NEWARK, N.J. _ Jurors considering criminal corruption charges against U.S. Sen. Bob Menendez on Monday told the judge overseeing the case they were deadlocked and asked for help on what to do next.
The note sent to the courtroom said: "As of 2pm, on behalf of all jurors, we cannot reach a unanimous decision on any of the charges. Is there any additional guidance? And what do we do now?"
U.S. District Court Judge William H. Walls told them to go home for the day and return Tuesday to continue their talks.
Earlier in the day, four jurors and three alternates told Walls that they had read or heard something about the case over the weekend before he added a new member to the panel and ordered the jury to begin deliberating the charges all over again.
Walls asked about jurors' exposure to outside-the-courtroom information after a juror excused from deliberations on Thursday caused an uproar by telling reporters that the senior Democratic senator from New Jersey and his co-defendant were innocent, the government was corrupt and the jury was divided.
After less than 20 minutes of questioning, which was closed to the media, Walls returned the courtroom and instructed the jury to begin its deliberations "from scratch" with an alternate taking the place of the excused juror. He did not dismiss any of the jurors who said they had read or heard about the case.
"You are now a new jury," Walls said. "You are to disregard whatever you negotiated or deliberated on last week. You're starting afresh."
Menendez's lead attorney Abbe Lowell, who was present for the questioning in Walls' chambers, later said in open court that one juror had admitted to discussing the case with a co-worker while another discussed it with a spouse _ despite the fact that Walls had instructed them repeatedly throughout the trial not to discuss the case with anyone outside the courtroom until after a verdict had been reached.
Earlier Monday, Walls downplayed the impact that reading the dismissed juror's statements to the press could have on the remaining jurors.
"What they read in the paper most likely is what they heard in that jury room," Walls said, adding at another point: "The inevitable solution is to have a new jury to begin deliberations anew."
Deliberations spanned three full days last week and could continue for several more days, extending an already lengthy trial that began Sept. 6.
After she was excused from the jury last week to take a long-planned vacation to the Bahamas, Evelyn Arroyo-Maultsby, a 61-year-old Hillside resident, told reporters she didn't think Menendez had done anything wrong and that the verdict would have been not guilty had she been able to stay until the end of deliberations.
She also suggested that her fellow jurors had prevented her from sending a note to Walls and had stalled during deliberations in hopes of getting an alternate less dug-in on her view of the case.
On her way out the door Thursday, Arroyo-Maultsby apparently left a note for Walls complaining that "I find it very unfair that after nine weeks, this jury refused to present a verdict that was reached on Wednesday," according to an excerpt read out loud in court Monday.
Lowell argued that Arroyo-Maultsby's claims raised the possibility that there was misconduct among the jury, and he pleaded with Walls to ask jurors whether the woman's account was true.
Walls declined, characterizing the woman's statements as those of a "disgruntled juror" and even accusing the defense of seeking a mistrial.
"If you're saying this is the genesis of a mistrial," Walls told defense attorneys, that is "way off target."
"That's life that they ran the clock out on her," the judge said at another point. "They didn't have her vote and they weren't going to give her their vote."
Walls did later tell jurors that "every juror has the right to communicate with me at any and all times."
Menendez stands accused of using his office to help co-defendant Salomon Melgen, a wealthy Florida eye doctor and longtime friend, to secure visas for his foreign girlfriends and to intervene in a lucrative port security contract in the Dominican Republic and a multimillion-dollar Medicare dispute.
In exchange, prosecutors argued in court, Menendez took bribes in the form of luxury vacations, free flights on Melgen's private jets and $660,000 in political contributions.
Menendez has vigorously denied the charges, saying that he will be vindicated at trial and run for re-election next year.
In total, Menendez faces six counts of bribery, three counts of honest services fraud, one count of conspiracy, one count of interstate travel to carry out bribery and one count of making false statements on his congressional financial disclosures to conceal the crimes. Melgen faces the same charges except for the false statements accusation.
The fraud charges carry the most serious penalty of up to 20 years in prison.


§ **WHAT YOU WILL DO**: Print every record exactly, but leave out the pictures.
---------- RECORDS SUPPLIED
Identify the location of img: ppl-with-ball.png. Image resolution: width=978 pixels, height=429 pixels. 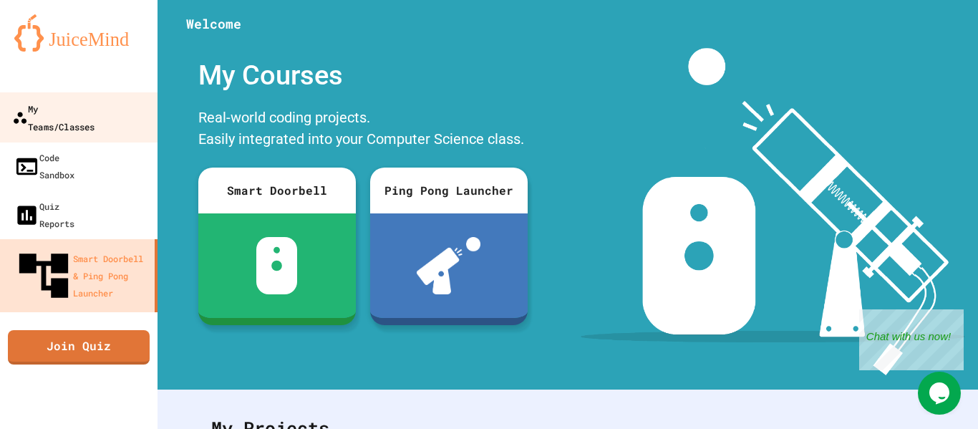
(448, 266).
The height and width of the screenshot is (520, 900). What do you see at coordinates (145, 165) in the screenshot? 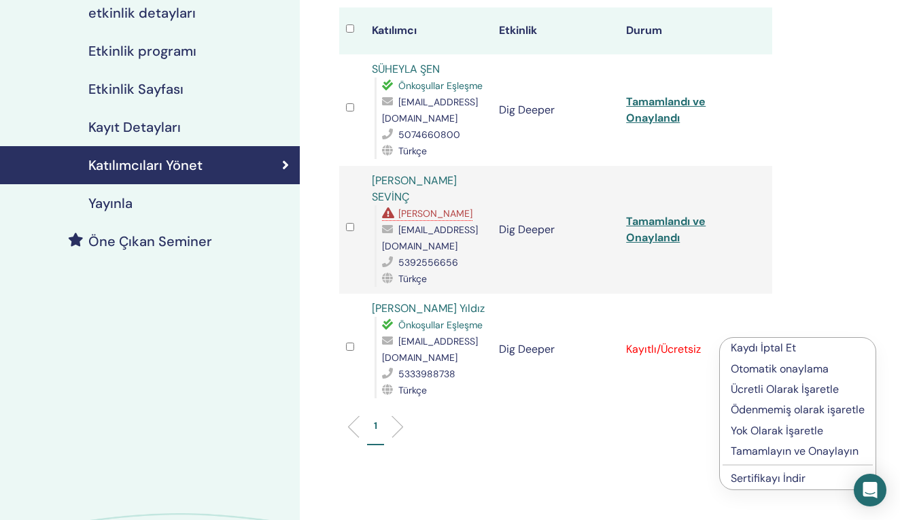
I see `h4: Katılımcıları Yönet` at bounding box center [145, 165].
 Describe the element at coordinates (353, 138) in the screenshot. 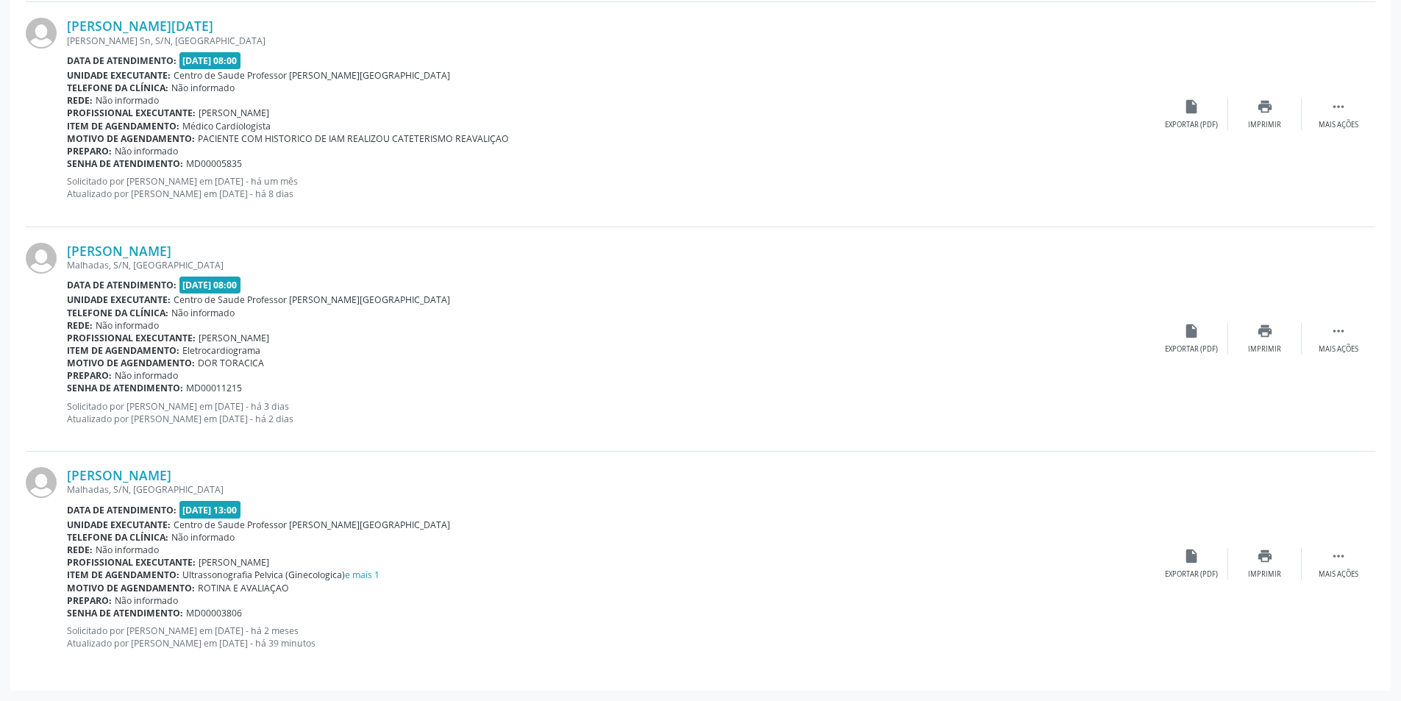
--------------------
§ **EXERCISE RESPONSE**:
Identify the location of img: ppl-with-ball.png. Image resolution: width=978 pixels, height=429 pixels. 
(448, 266).
The height and width of the screenshot is (520, 900). What do you see at coordinates (145, 165) in the screenshot? 
I see `h4: Katılımcıları Yönet` at bounding box center [145, 165].
 Describe the element at coordinates (353, 138) in the screenshot. 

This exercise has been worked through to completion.